Peter Schumann Awtt Portrait

Peter Schumann

Artist : b. 1934

“PEOPLE have been THINKING for too long that ART is a PRIVILEGE of the MUSEUMS and the RICH. ART is not BUSINESS! ART IS FOOD! YOU can’t EAT it but it FEEDS you. ART has to be CHEAP and available to EVERYBODY… ART wakes up sleepers. ART FIGHTS AGAINST WAR and STUPIDITY! ART SINGS HALLELUJA!”

Biography

“We have two types of puppet shows: good ones and bad ones, but all of them are for good and against evil.” Peter Schumann

In 1961, Peter Schumann, a dancer, sculptor and baker, emigrated to America from Silesia, Germany. Just two years later he founded the Bread and Puppet Theater in the Lower East Side of New York City.

Schumann merged his artistic and culinary skills with his interest in social change to set the foundation for the theater. Bread and even more food for thought were served from the stage.  “Bread and Puppet is based on bread baking and the not-for-sale distribution of bread at moments created by art, and these moments are created in opposition to capitalist culture and habit—We give you a piece of bread with the puppet show because our bread and theater belong together. For a long time the theater arts have been separated from the stomach. Theater was entertainment. Entertainment was meant for the skin. Bread was meant for the stomach,” said Schumann.

There are not too many things that have been deemed ‘larger than life’ but that is one of the best ways to describe Peter Schumann’s Bread and Puppet Theater. Schumann puppets are brought to life with paper mache, clay, strings, poles and painted facial expressions that portray raw emotions. Over time the puppets grew larger and larger and could be seen in Holiday shows, parades, and political demonstrations around New York.

Schumann once said, “We want you to understand that theater is not yet an established form, not the place of commerce you think it is, where you pay to get something. Theater is different. It is more like bread, more like a necessity. Theater is a form of religion. It preaches sermons and builds a self-sufficient ritual.”

The sermons Schumann spoke of were ones that he and his theater brought to the stage and took into the streets. During the Vietnam War they organized shows that protested the war through the streets of New York City. Life-sized puppets with body-boards with messages written on them stood in solidarity with people who had the power to vote, chant and be heard. They also shed light on issues around policing, poverty, high rents and the infestation of rats in the city. Community members, young and old, supported the theater’s  commitment to social good.

“Puppet theater is the theater of all means. Puppets and masks…are louder than the traffic. They don’t teach problems, but they scream and dance and display life in its clearest terms. Puppet theater is of action rather than dialogue. The action is reduced to the simplest dance-like and specialized gestures. A puppet may be a hand only, or it may be a complicated body of many heads, hands, rods and fabric. We have two types of puppet shows: good ones and bad ones, but all of them are for good and against evil,” said Schumann.

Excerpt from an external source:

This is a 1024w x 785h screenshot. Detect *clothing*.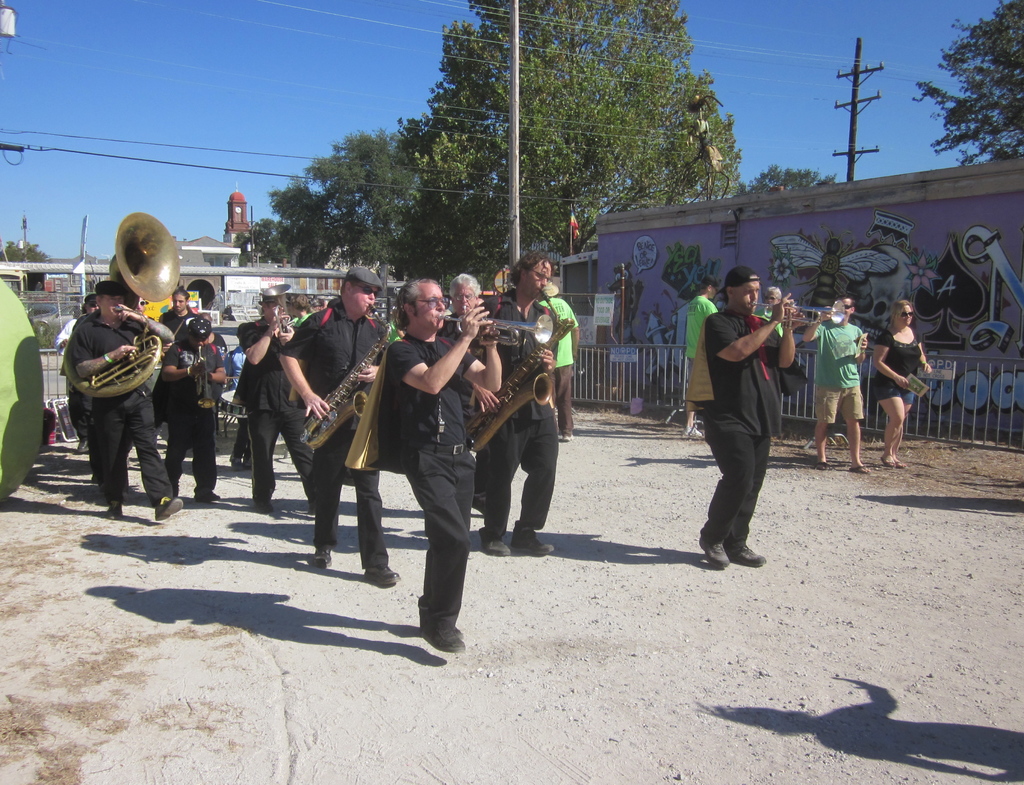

In 1974, the theater moved to a 140-year old hay farm in Glover, Vermont.  The barn was transformed into a puppet museum. Up until 1998, Schumann hosted a two-day outdoor circus  named the Domestic Resurrection Circus in the rolling fields across from the barn.  Many thousands of people attended and were invited to participate. Bread and Puppet continues to tour new and old productions. Much of their operating revenue comes from the sale of hand printed posters, banners, cards and broadsides which can be found in their online store. The centerpiece of Schumann’s philosophy about art is that it should be cheap, available to all people, and that it should be a gift of the artist to the maintenance of healthy, peaceful and joyous community. On YouTube one can find video of Bread and Puppet performances. And on Google Images are many examples of the art.

Bread and Puppet is regarded as one the oldest and most successful non-profit theater companies in the world. Peter Schumann’s art has influenced two generations of political art making the world over.